At Time, Ishaan Tharoor asks if Sufism can be used to defuse terrorism and radicalism:

…[W]hile Sufism is no doubt fascinating in its diversity and complexity, can it really bend terrorist swords into plowshares? The question is most urgent in South Asia, home to more than a third of the world’s Muslims and the historic cradle of Sufi Islam. Shrines of Sufi saints are ubiquitous in India and Pakistan and still attract thousands of devotees from all sectors of society. Yet the Taliban in Pakistan have set about destroying such sites, which are anathema to their literalist interpretation of the Koran. “Despite our ancient religious tradition,” says Ayeda Naqvi, a writer and Sufi scholar from Lahore, “we are being bullied and intimidated by a new form of religion that is barely one generation old.”

Still, she and other academics are wary of any government using Sufism to fight its political battles. As in the past, foreign meddling would likely do more harm than good. “What is needed today, more than the West pushing any one form of religion,” says Naqvi, “is a propagation of the underlying values of Sufism—love, harmony and beauty.” There is no easy way to achieve this, especially in Pakistan, where poverty, corruption and the daily toll of the global war on terrorism simmer together in a volatile brew. Set against this, the transcendental faith of Sufi mystics seems quaint, if not entirely impotent.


## TASK INSTRUCTIONS
Reproduce the listing below character for character; drop every image.

********************

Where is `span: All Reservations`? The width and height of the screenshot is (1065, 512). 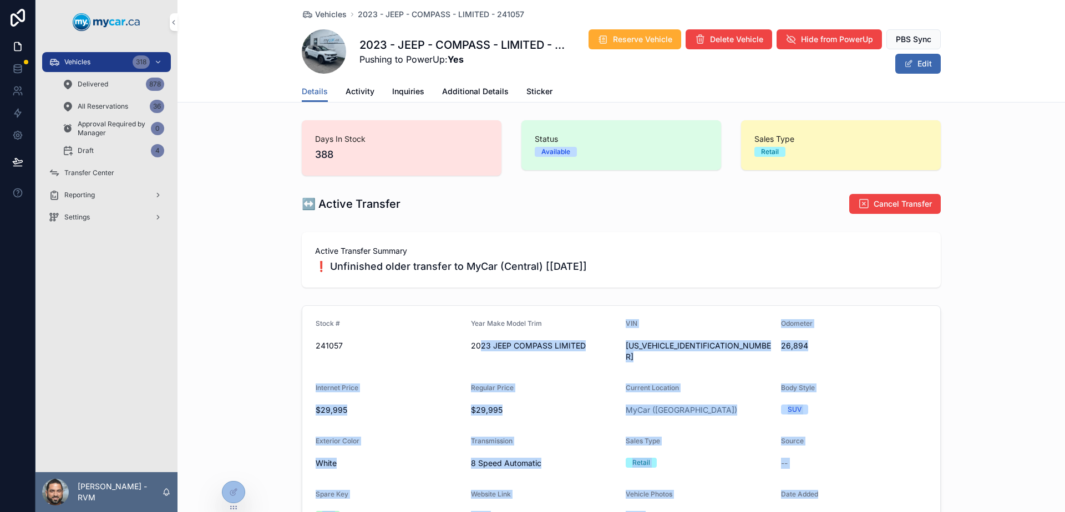
span: All Reservations is located at coordinates (103, 106).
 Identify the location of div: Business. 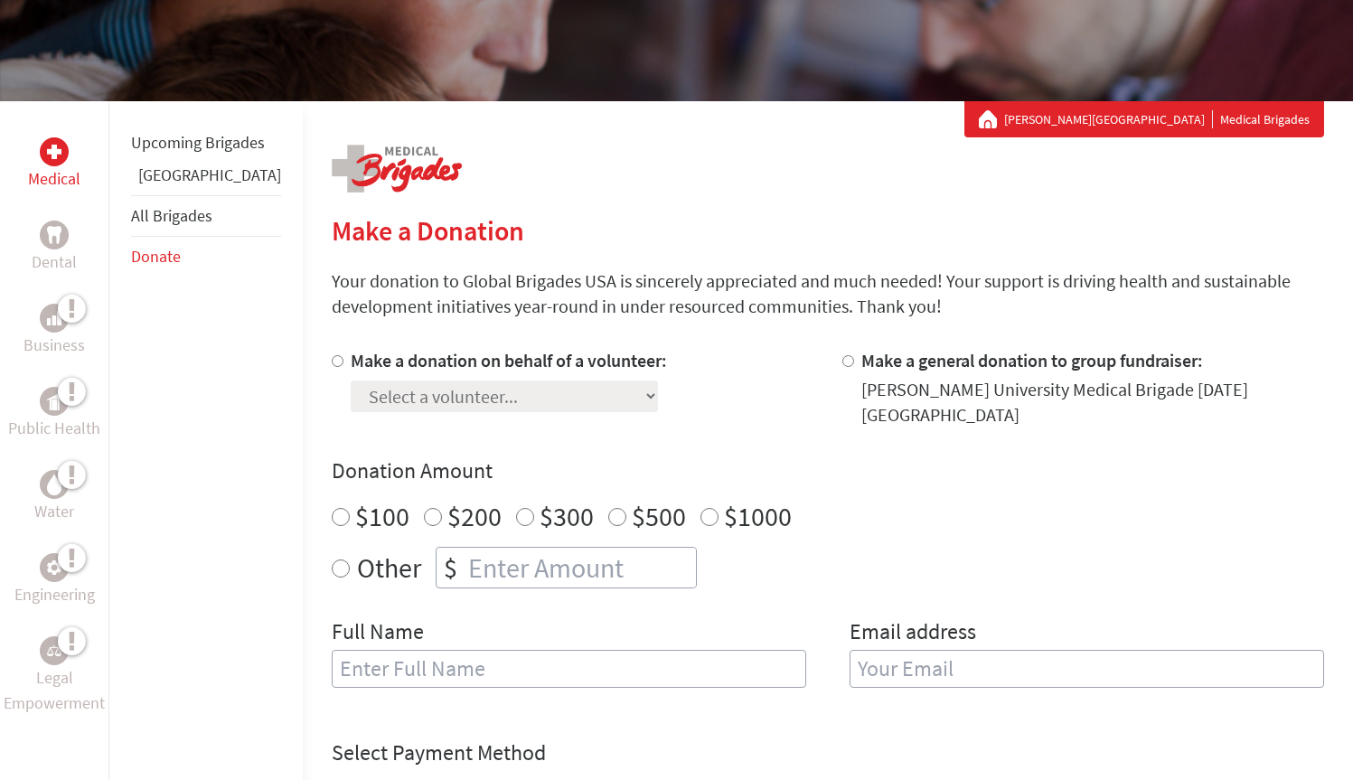
(54, 318).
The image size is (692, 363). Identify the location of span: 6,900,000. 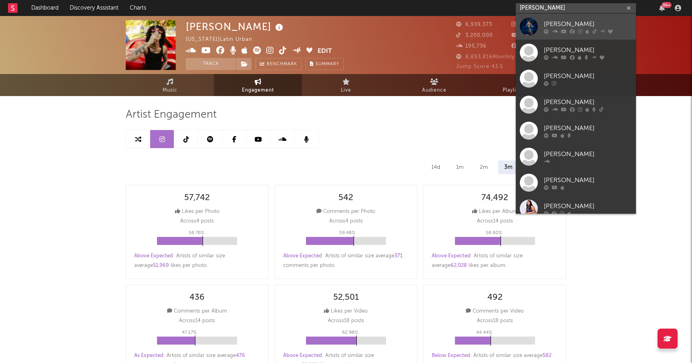
(530, 46).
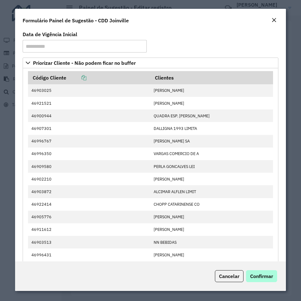 Image resolution: width=301 pixels, height=301 pixels. I want to click on span: Confirmar, so click(262, 276).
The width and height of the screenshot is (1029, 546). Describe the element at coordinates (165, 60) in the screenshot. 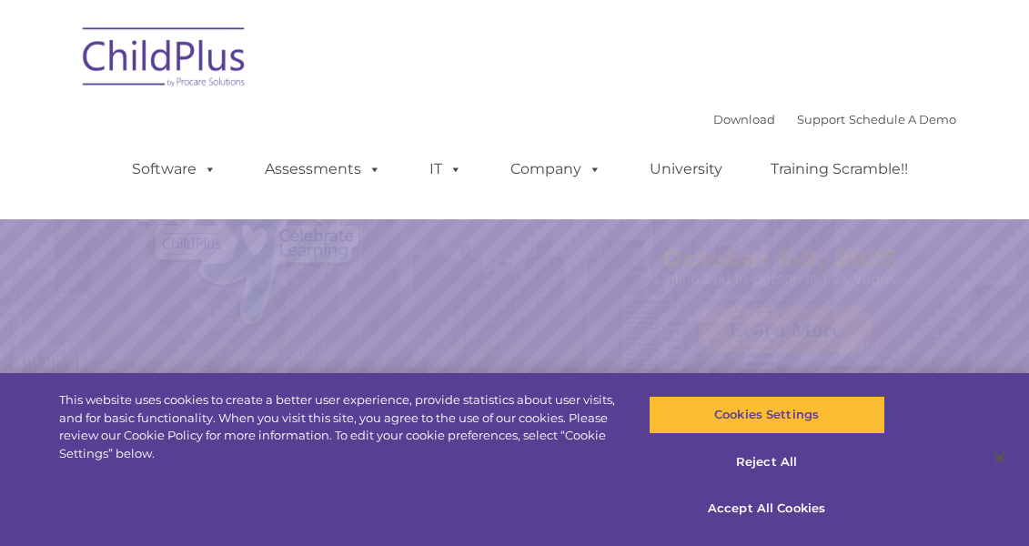

I see `img: ChildPlus by Procare Solutions` at that location.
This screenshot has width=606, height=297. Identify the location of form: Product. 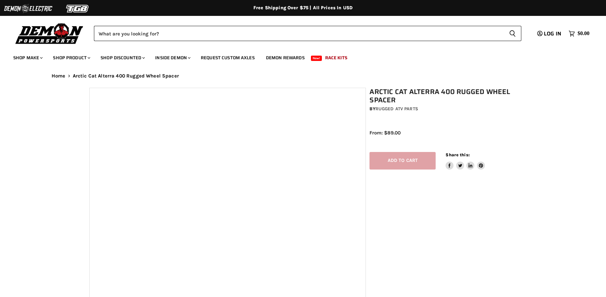
(308, 33).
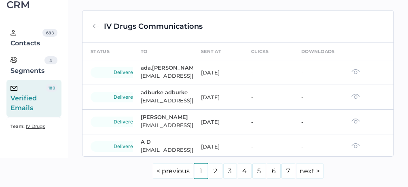 This screenshot has height=187, width=408. I want to click on a: Page 5, so click(259, 171).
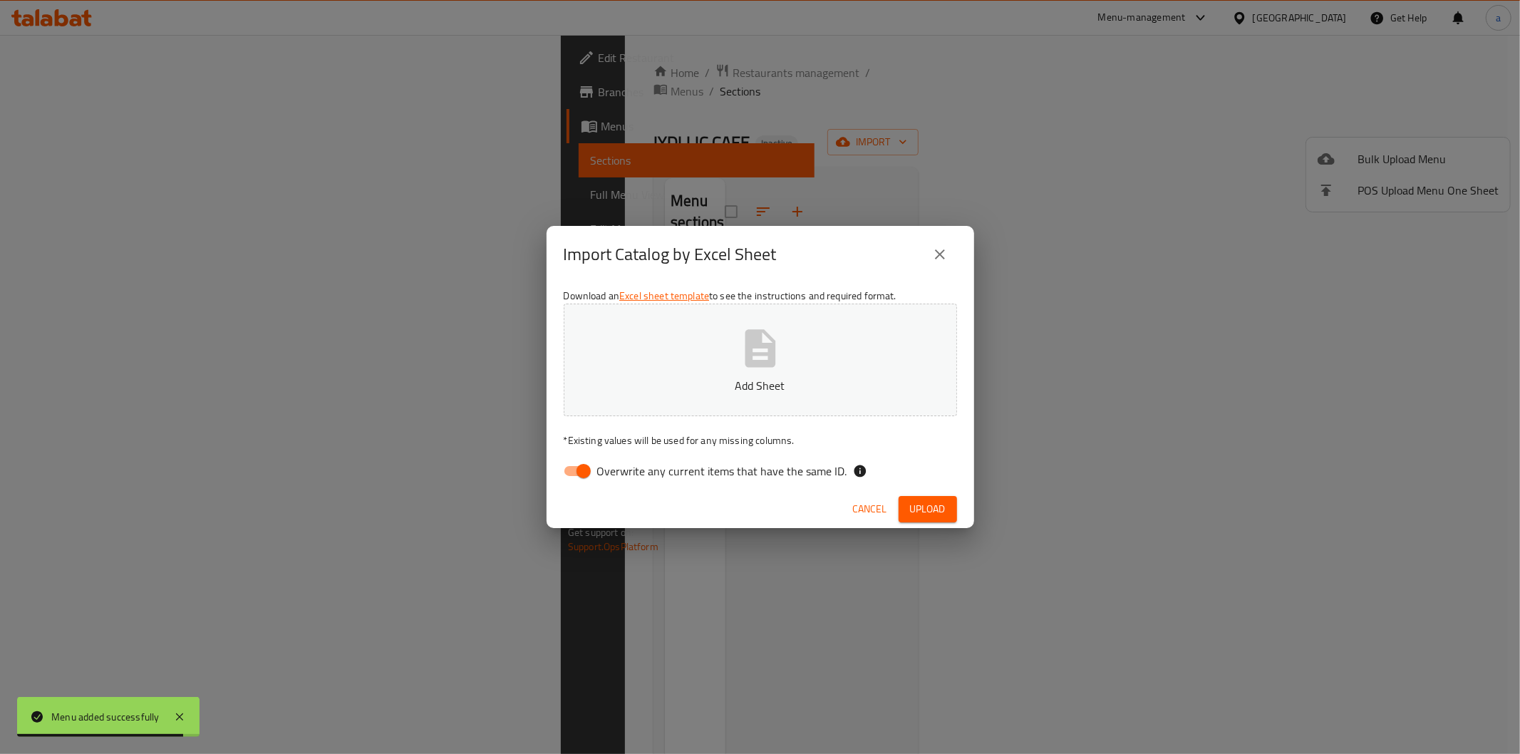 The image size is (1520, 754). I want to click on div: Download an to see the instructions and required format., so click(760, 386).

********************

## RESULT
Where is `span: All Reservations`? The width and height of the screenshot is (1065, 512). 
span: All Reservations is located at coordinates (103, 106).
 Identify the location of div: Business. 
(54, 318).
The image size is (692, 363). Identify the location of span: 6,900,000. 
(530, 46).
 Image resolution: width=301 pixels, height=301 pixels. I want to click on span: Confirmar, so click(262, 276).
The width and height of the screenshot is (1029, 546). Describe the element at coordinates (165, 60) in the screenshot. 

I see `img: ChildPlus by Procare Solutions` at that location.
This screenshot has width=606, height=297. Identify the location of form: Product. 
(308, 33).
 This screenshot has height=187, width=408. I want to click on a: Page 5, so click(259, 171).
 The image size is (1520, 754). I want to click on div: Download an to see the instructions and required format., so click(760, 386).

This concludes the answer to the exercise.